Features

June 2008

Viewpoint

The ABCs of ASPs SaaS

Editor's Note: This Viewpoint previously appeared in the May 2000 issue. We've made a few selected edits.

Fifteen years ago, there was a small city in northern California that had just a single city employee-a city manager. City government had no accounting staff, wastewater treatment plant employees or road maintenance crews. Instead, the city manager contracted out all city services to the private sector.

That community was at the vanguard of what was called the government privatization movement. Local governments all over the country were investigating the use of private-sector suppliers to provide services that had always been done by public employees.

The movement was prompted by two dynamics-the inability of local governments to keep raising taxes for the increasing cost of essential services and the private sector's interest in a huge, untapped market. The discussion, shall we say, was more than a little controversial.

Ken Anderberg

Today, however, privatization of government services is a common occurrence. Along the way, local governments had to be convinced that they were not outsourcing services, and the public tax dollars they represented, for inferior quality of service.

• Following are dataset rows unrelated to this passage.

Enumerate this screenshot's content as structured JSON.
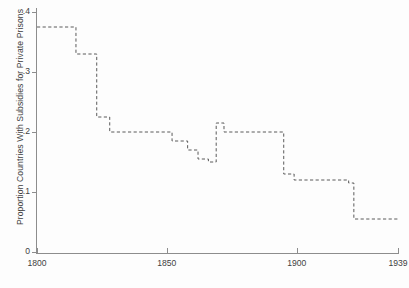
{
  "chart_data": {
    "type": "line",
    "subtype": "step",
    "title": "",
    "xlabel": "",
    "ylabel": "Proportion Countries With Subsidies for Private Prisons",
    "xlim": [
      1800,
      1939
    ],
    "ylim": [
      0,
      0.4
    ],
    "grid": false,
    "legend": null,
    "line_style": "dashed",
    "line_color": "#5a5a5a",
    "xticks": [
      1800,
      1850,
      1900,
      1939
    ],
    "xticklabels": [
      "1800",
      "1850",
      "1900",
      "1939"
    ],
    "yticks": [
      0,
      0.1,
      0.2,
      0.3,
      0.4
    ],
    "yticklabels": [
      "0",
      ".1",
      ".2",
      ".3",
      ".4"
    ],
    "x": [
      1800,
      1815,
      1823,
      1828,
      1852,
      1858,
      1862,
      1866,
      1869,
      1872,
      1895,
      1899,
      1920,
      1922,
      1939
    ],
    "values": [
      0.375,
      0.33,
      0.225,
      0.2,
      0.185,
      0.17,
      0.155,
      0.15,
      0.215,
      0.2,
      0.13,
      0.12,
      0.115,
      0.055,
      0.055
    ],
    "series": [
      {
        "name": "Proportion Countries With Subsidies for Private Prisons",
        "points": [
          {
            "year": 1800,
            "value": 0.375
          },
          {
            "year": 1815,
            "value": 0.33
          },
          {
            "year": 1823,
            "value": 0.225
          },
          {
            "year": 1828,
            "value": 0.2
          },
          {
            "year": 1852,
            "value": 0.185
          },
          {
            "year": 1858,
            "value": 0.17
          },
          {
            "year": 1862,
            "value": 0.155
          },
          {
            "year": 1866,
            "value": 0.15
          },
          {
            "year": 1869,
            "value": 0.215
          },
          {
            "year": 1872,
            "value": 0.2
          },
          {
            "year": 1895,
            "value": 0.13
          },
          {
            "year": 1899,
            "value": 0.12
          },
          {
            "year": 1920,
            "value": 0.115
          },
          {
            "year": 1922,
            "value": 0.055
          },
          {
            "year": 1939,
            "value": 0.055
          }
        ]
      }
    ]
  },
  "axes": {
    "y_title": "Proportion Countries With Subsidies for Private Prisons",
    "yticklabels": [
      "0",
      ".1",
      ".2",
      ".3",
      ".4"
    ],
    "xticklabels": [
      "1800",
      "1850",
      "1900",
      "1939"
    ]
  }
}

The private sector had to provide assurances that its provision of services would be at least as good, and generally less expensive, than having public employees do the same job.

IT managers face a similar choice today in the form of application service software-as-a-service (ASP SaaS) providers.

The motivating dynamics for the ASP SaaS model are somewhat different than they are for privatization. Driving the trend will be the expected deepening shortage of technical personnel, the need to provide faster implementation of technology solutions, anxiety over electronic commerce opportunities, and the rapidly morphing technology field, where new products and processes pose training and budget dilemmas for end-users.

So far, as Gartner Group analyst Ben Pring is quoted as saying, "The jury is still out." ASPs SaaS providers, in other words, are new and unproven. Yet, the economics of ASPs SaaS, as well as the potential value of such services, are so compelling that the model is creating a major shift in IT corporate strategy.

ASPs SaaS will mean big changes in the IT departments of enterprises, as well. They will shift the emphasis of enterprises away from IT staffing and equipment and allow them to focus on their core business activities.

Two issues are sure to rise to the top as the ASP SaaS model gains momentum: reliability and security. Much like local governments and privatization, end-users are going to have to be convinced that they are not farming out critical IT functions to undependable vendors.

Paying attention to historical cycles is often quite illuminating. Maybe this time, the ASP, I mean the SaaS, model will be successful.